Washington, D.C.

Wine Sip Firings Ignite Union Firestorm at Duck & the Peach

AI Assisted Icon
Published on February 21, 2026
Wine Sip Firings Ignite Union Firestorm at Duck & the PeachSource: Unsplash/ Kelsey Knight

Two staffers at Duck & the Peach say a quick wine taste during service got them fired, and they believe their union organizing helped put targets on their backs. Management insists it was nothing more than a straightforward enforcement of a long-standing no-alcohol policy. The clash has now jumped to the federal arena, with union representation filings and an unfair-labor-practice complaint on file.

Staff say a routine sip turned into a firing

Employees who spoke to the Washingtonian describe the wine tasting as “educational,” saying that sampling a bottle before pouring it for guests is standard behind-the-bar practice. As reported by Washingtonian, bartender HC and server assistant Alice Rubino say they were called into a manager’s office at the end of the night and abruptly let go. They also say managers have grown more punitive since staff publicly pushed to unionize.

According to workers, the company has handed out anti-union materials, and some organizers have joined picket lines outside the restaurant. What started as a small pour at the bar is now part of a much bigger fight over who holds power on the floor.

NLRB petition and election timeline

UNITE HERE Local 25 has filed a representation petition with the National Labor Relations Board covering employees at Eastern Point Collective’s Capitol Hill restaurants. The agency lists the matter as case number 05-RC-380502, showing the petition was filed on Feb. 4, 2026. NLRB records also show a stipulated election agreement was added on Feb. 13, a signal that the process is moving toward a formal vote. The case identifies an approximately 54-person food-and-beverage unit that would be eligible under the proposed bargaining unit.

Management: policy, not politics

In an email cited by the Washingtonian, Eastern Point Collective founder Hollis Silverman said the firings were about workplace rules, not organizing. “The two part-time individuals were terminated for violating the restaurant’s long-held policy against consuming alcohol while working without permission from a manager,” Silverman wrote, adding that the decision was “unrelated to the union.”

How this fits into a larger DC restaurant fight

The showdown at Duck & the Peach is part of a broader wave of restaurant organizing across the D.C. area that has pulled in politicians and passersby alike. Axios has reported that workers at several District restaurants have launched union drives this season, accompanied by public pickets and pressure campaigns from lawmakers. That pattern has, in turn, pushed restaurants from one-off neighborhood spots to national groups to prepare legal strategies as union campaigns advance. Axios detailed the broader push.

Legal implications for workers and management

An unfair-labor-practice charge triggers an NLRB investigation into whether an employer unlawfully interfered with union activity, and federal law specifically bars retaliation tied to organizing. Government guidance notes that if the board finds illegal retaliation, remedies can include reinstating workers and paying them back wages. For a plain-language overview of those protections and potential remedies, see Worker.gov, which summarizes federal labor rights.

UNITE HERE has filed an unfair-labor-practice charge with the NLRB over the Duck & the Peach firings, and federal records show the representation case is active. As the agency processes the petition and any related charges, both sides are expected to sharpen their legal and public arguments, with workers campaigning for votes while management prepares its defense at the board. The organizing effort, which spans The Duck & the Peach and its sister spots, could significantly reshape labor relations on Capitol Hill if employees ultimately choose to join Local 25.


Find the line containing "discover where toy is.". Retype it and every later line of the records exactly, leaving out pictures.

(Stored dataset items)

┌──

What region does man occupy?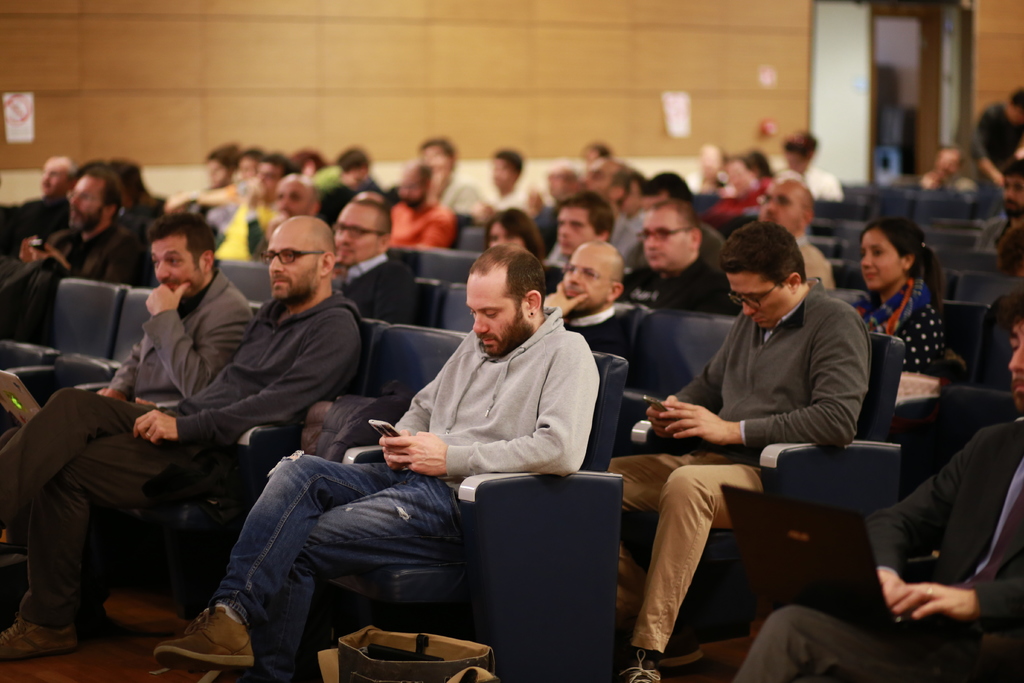
[left=320, top=189, right=447, bottom=331].
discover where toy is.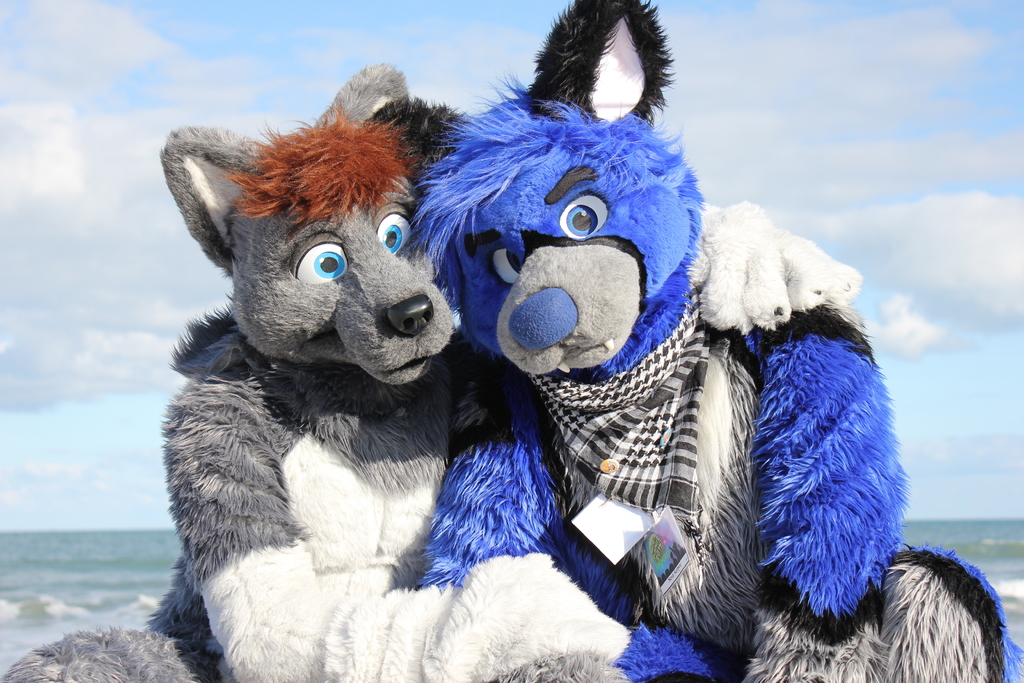
Discovered at <region>406, 0, 1023, 682</region>.
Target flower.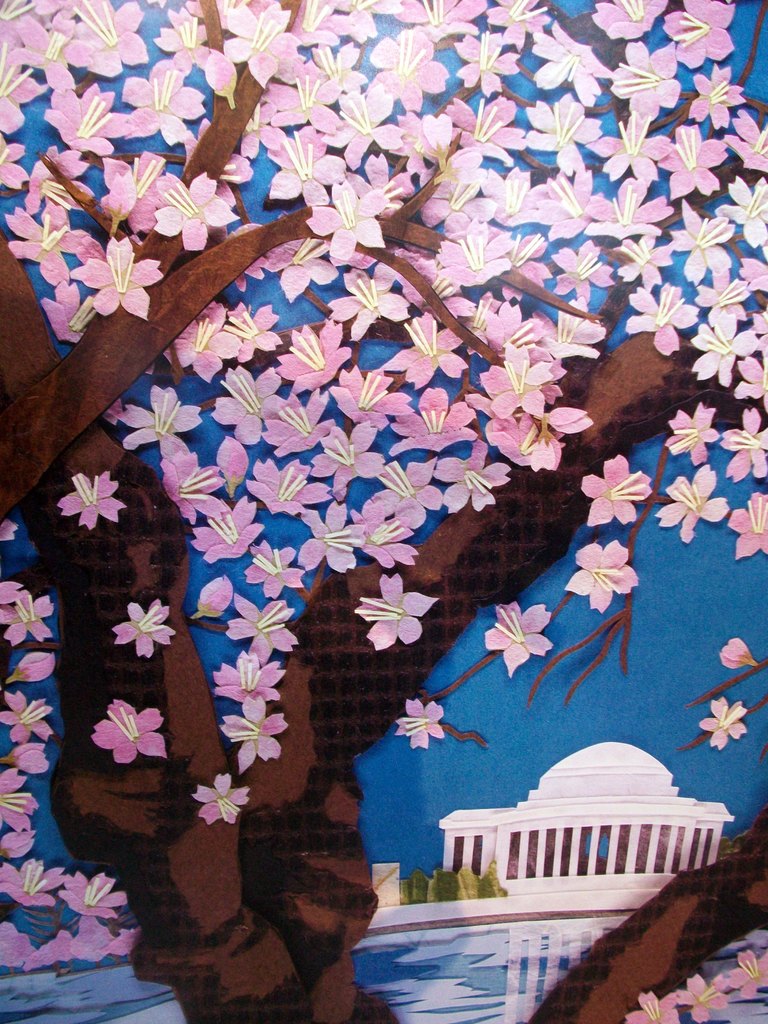
Target region: locate(0, 765, 36, 837).
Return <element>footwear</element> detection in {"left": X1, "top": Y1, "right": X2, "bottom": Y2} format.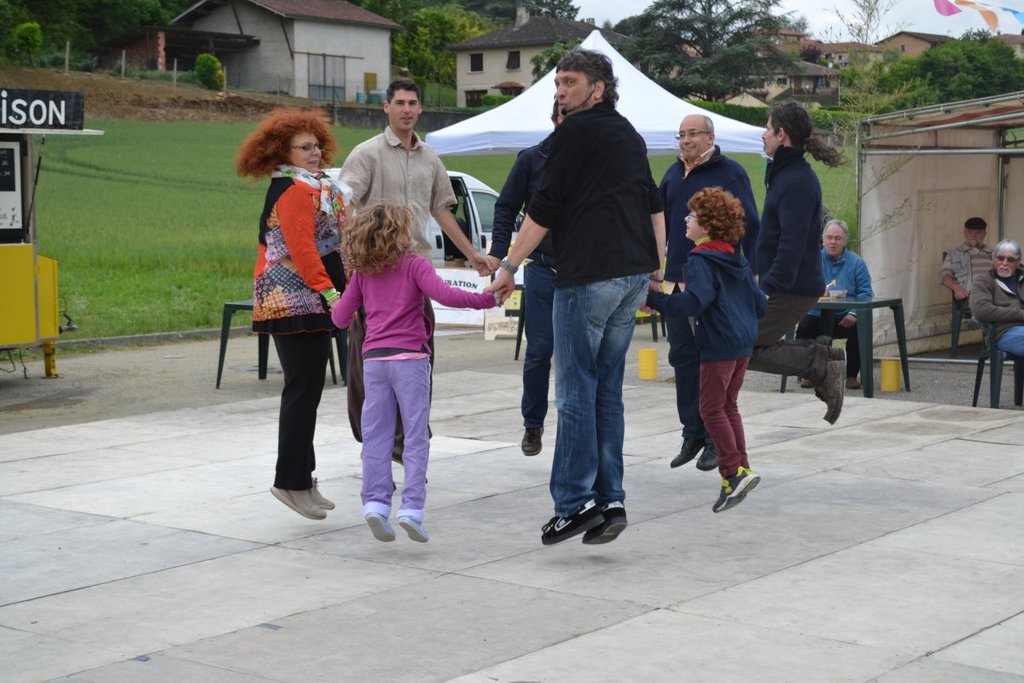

└──

- [Written reply]
discover where toy is.
Discovered at <region>406, 0, 1023, 682</region>.
Target flower.
Target region: locate(0, 765, 36, 837).
Return <element>footwear</element> detection in {"left": X1, "top": Y1, "right": X2, "bottom": Y2} format.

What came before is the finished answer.